"The World Cup" is the most evocative phrase in football. It provokes a vast mental library of images.
The phrase "European Championship," however, provokes a brief pause.
Part of this is because the competition's history is shorter and, until recently, the final tournament brief.
The lack of countries such as Brazil and Cameroon rob the contest of much quality and romanticism.
Yet as Euro 96 showed, it can still provide exhilarating fare.
The absence of the leading South American nations means the European Championship can never match the World Cup for quality, but devoid of teams from Asia, North and Central America, the tournament is stronger in depth.
Slovenia apart - and they may provide the romanticism - there are no easy games and England's group is typical, containing four teams of equal stature.
The Romanians are aging, but technically gifted, the Germans faltering but indomitable, while the Portuguese, if they ever found a goalscorer, would be a real danger.
England are quite capable of beating, or losing to, all these teams.
A good start against Portugal is essential: defeat would leave them needing to beat both Germany and Romania to be certain of progressing.
History is not with England, whose record in the European Championship and its predecessor, the European Nations' Cup, is appalling.
They have only reached the final stages four times in 10 tournaments.
Their only successes outside England came in the third-place playoff in Rome in 1968 (when only the last four were in the finals) and in Naples 12 years later, when their group match with Spain was meaningless as neither could qualify.
The nadir was 1988, when they lost all three matches.
This time England have a chance, not least because they are in the weaker half of the draw.
Belgium, Sweden, Turkey or Italy await in the next round.
Italy have the reputation but are in dire form; Turkey have good strikers but travel badly; Belgium are improving but limited; Sweden, as England found in qualifying, are organised and hard to beat, but lack creativity.
The favourites, France, Spain and the Netherlands, are all in the other half of the draw, with the dark horses, the Czech Republic.
All but Spain are in the daunting Group D, along with Denmark, which could mean a busy 10 days for Peter Schmeichel.
France will field much the same team who won the World Cup, with the useful addition of two goalscorers in Nicolas Anelka and Thierry Henry - perhaps Arsene Wenger will be given the Legion d'Honneur if their goals enable Roger Lemerre's team to win.
The Spanish have been in fine form, sweeping all aside.
Their tournament record is poor but their confidence has been further buoyed by the national domination of the European Cup, and they have enough attacking options to leave Fernando Morientes behind.
The Dutch, similarly, have omitted Jimmy Floyd Hasselbaink, despite losing Ruud van Nistelrooy to injury.
Their preparation has been mixed with too many draws, but they probably have the strongest squad of the tournament.
The question is whether Frank Rijkaard can pick the correct XI.
The co-hosts open against the Czech Republic, runners-up four years ago and another side in formidable form.
Jan Koller, a 2.03m striker with an excellent scoring record, could become the tournament's cult hit.
If he does, the Czechs might squeeze France or the Netherlands out of the quarterfinals.
Some fine players, such as Stefan Effenberg, Ryan Giggs, Andriy Shevchenko, Luis Enrique, Roy Keane and Sami Hyypia, are missing but the cream of Europe's footballers are present.
The English game provides 61 of them, eclipsing Spain's 50 and Italy's 48. Ten are from Liverpool, and nine from Arsenal.
Galatasaray provide a whole team, although their best player, Gheorghe Hagi, is Romanian not Turkish.
The usual suspects - Hagi, David Beckham, Alessandro Del Piero, Luis Figo, Zinedine Zidane, Raul and Patrick Kluivert - will catch the eye but watch, also, for Josep Guardiola, Boudewijn Zenden, Zlatko Zahovic, Sinisa Mihajovic (especially from free-kicks) and Francesco Totti.
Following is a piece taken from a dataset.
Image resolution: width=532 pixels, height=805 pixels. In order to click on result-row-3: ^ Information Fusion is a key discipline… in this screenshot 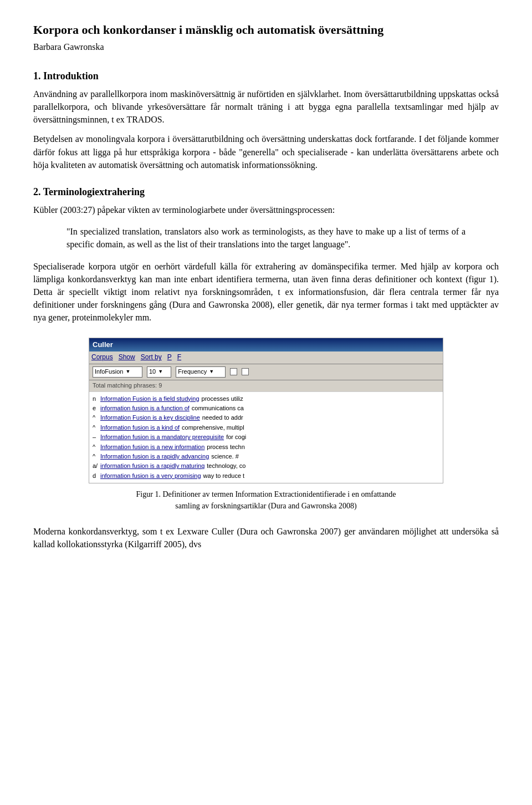, I will do `click(266, 418)`.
Good players all and capable of leaving memories to cherish.
There is, however, a shadow over the tournament.
Hooliganism involving English supporters is as inevitable as daylight.
Some of it will be provoked and some genuinely innocent supporters will be caught up in it, but there will be a significant number of hardcore hooligans travelling to the Low Countries intent on violent disorder.
They will draw into the conflict the many young Englishmen who, when fuelled by alcohol and nationalism, need little incitement to riot.
The initial headlines will probably come from drink-related incidents on the ferries, but the first obvious flashpoint is Eindhoven.
There, England followers hanging around after the match with Portugal are likely to come into contact with Turks arriving for the game against Sweden.
The action will then move to Charleroi, especially when England play Germany.
Brussels, where many English fans will be based, may also resound to broken glass and sirens, while any subsequent meeting between England and Turkey or the Netherlands will be a high-risk situation.
A complete alcohol ban on match-days, akin to that adopted in Lens for England's World Cup match with Colombia, would reduce trouble but this has so far been resisted.
Saturation policing is another containment tool but the easiest way to reduce problems would have been for the British Government to prevent the known hooligans - and the prime offenders are known - from travelling.
This has not happened and the British Government, usually so eager to be linked with football, must expect to be tarnished, like the many innocent supporters, the World Cup bid, and the game itself, by association.